K. Mc Intyre et al., Millennial-scale climate change and oceanic processes in the late Plioceneand early Pleistocene, PALEOCEANOG, 16(5), 2001, pp. 535-543
We generated 200-500 year resolution records of oceanic processes in the No
rth Atlantic (Ocean Drilling Program Site 983, 60 degrees 24'N, 23 degrees
38'W, 1983 meters water depth) for intervals in the latest Pliocene (1.86-1
.93 Ma) and the earliest Pleistocene (1.75-1.83 Ma) in order to examine the
linkages between millennial-scale variations in the ocean and background g
lacial-interglacial climate change. Within glacial intervals we fmd evidenc
e for variations similar to those observed in the late Pleistocene. We find
discrete ice-rafted debris (IRD) events that reoccur every 2-5 kyr. These
events are preceded by a short cooling and accompanied by a reorganization
of glacial deep waters. The timing of IRD events in the late Pliocene and e
arly Pleistocene intervals is similar to that of Dansgaard-Oeschger cycles,
but we find no HD events comparable in timing to late Pleistocene Heinrich
events. Although interglacial intervals are much more stable, we do find e
vidence for low-amplitude variations in deep water properties that reoccur
every similar to2 kyr within interglacial intervals. The similarity between
our late Pliocene-early Pleistocene records and late Pleistocene records i
mplies that the mechanism driving millennial-scale variations cannot be uni
quely attributed to the strongly nonlinear linkage between climate and inso
lation and the large ice sheets of the late Pleisfocene.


### Exercise instructions:
Among the entries below, how many lines hold "JSON"? Reply with the number only.

:: The records ::

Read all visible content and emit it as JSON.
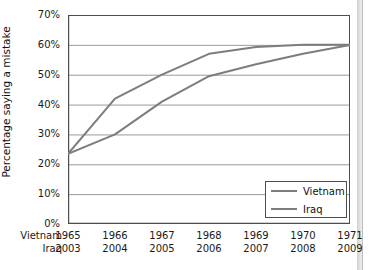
{
  "figure": {
    "background_color": "#ffffff",
    "line_color": "#7d7d7d",
    "axis_color": "#4d4d4d",
    "grid_color": "#9a9a9a"
  },
  "chart_data": {
    "type": "line",
    "title": "",
    "xlabel": "",
    "ylabel": "Percentage saying a mistake",
    "ylim": [
      0,
      70
    ],
    "yticks": [
      0,
      10,
      20,
      30,
      40,
      50,
      60,
      70
    ],
    "ytick_labels": [
      "0%",
      "10%",
      "20%",
      "30%",
      "40%",
      "50%",
      "60%",
      "70%"
    ],
    "grid": true,
    "legend_position": "lower right",
    "x_axis_rows": [
      {
        "name": "Vietnam",
        "tick_labels": [
          "1965",
          "1966",
          "1967",
          "1968",
          "1969",
          "1970",
          "1971"
        ]
      },
      {
        "name": "Iraq",
        "tick_labels": [
          "2003",
          "2004",
          "2005",
          "2006",
          "2007",
          "2008",
          "2009"
        ]
      }
    ],
    "categories": [
      "1",
      "2",
      "3",
      "4",
      "5",
      "6",
      "7"
    ],
    "series": [
      {
        "name": "Vietnam",
        "color": "#7d7d7d",
        "values": [
          23.5,
          42.0,
          50.0,
          57.0,
          59.3,
          60.0,
          60.0
        ]
      },
      {
        "name": "Iraq",
        "color": "#7d7d7d",
        "values": [
          23.5,
          30.0,
          41.0,
          49.5,
          53.5,
          57.0,
          60.0
        ]
      }
    ]
  },
  "legend": {
    "items": [
      {
        "label": "Vietnam"
      },
      {
        "label": "Iraq"
      }
    ]
  }
}
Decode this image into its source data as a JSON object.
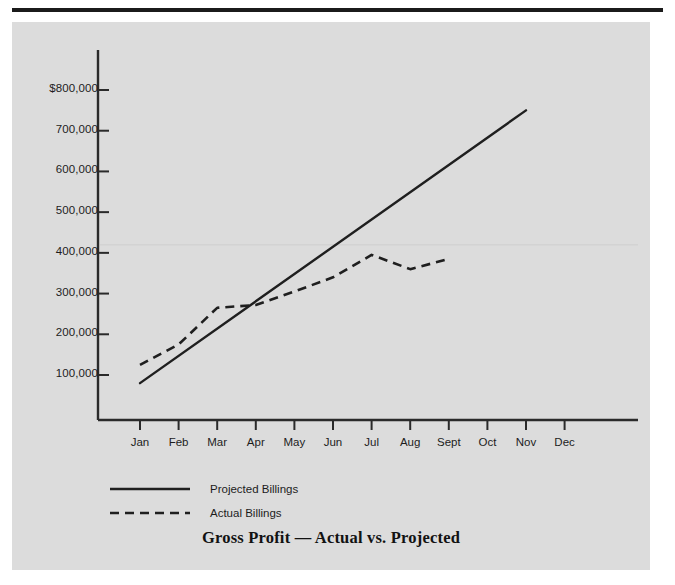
{
  "chart_data": {
    "type": "line",
    "title": "Gross Profit — Actual vs. Projected",
    "xlabel": "",
    "ylabel": "",
    "categories": [
      "Jan",
      "Feb",
      "Mar",
      "Apr",
      "May",
      "Jun",
      "Jul",
      "Aug",
      "Sept",
      "Oct",
      "Nov",
      "Dec"
    ],
    "ylim": [
      0,
      800000
    ],
    "ytick_values": [
      800000,
      700000,
      600000,
      500000,
      400000,
      300000,
      200000,
      100000
    ],
    "ytick_labels": [
      "$800,000",
      "700,000",
      "600,000",
      "500,000",
      "400,000",
      "300,000",
      "200,000",
      "100,000"
    ],
    "grid": false,
    "legend_position": "below-plot-left",
    "series": [
      {
        "name": "Projected Billings",
        "style": "solid",
        "color": "#1f1f1f",
        "x": [
          "Jan",
          "Nov"
        ],
        "values": [
          80000,
          750000
        ]
      },
      {
        "name": "Actual Billings",
        "style": "dashed",
        "color": "#1f1f1f",
        "x": [
          "Jan",
          "Feb",
          "Mar",
          "Apr",
          "May",
          "Jun",
          "Jul",
          "Aug",
          "Sept"
        ],
        "values": [
          125000,
          175000,
          265000,
          272000,
          305000,
          340000,
          395000,
          360000,
          385000
        ]
      }
    ]
  },
  "legend": {
    "items": [
      {
        "label": "Projected Billings",
        "style": "solid"
      },
      {
        "label": "Actual Billings",
        "style": "dashed"
      }
    ]
  },
  "colors": {
    "panel_background": "#dcdcdc",
    "page_background": "#ffffff",
    "ink": "#1f1f1f",
    "rule": "#1b1b1b"
  }
}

:::

### Finished task:
2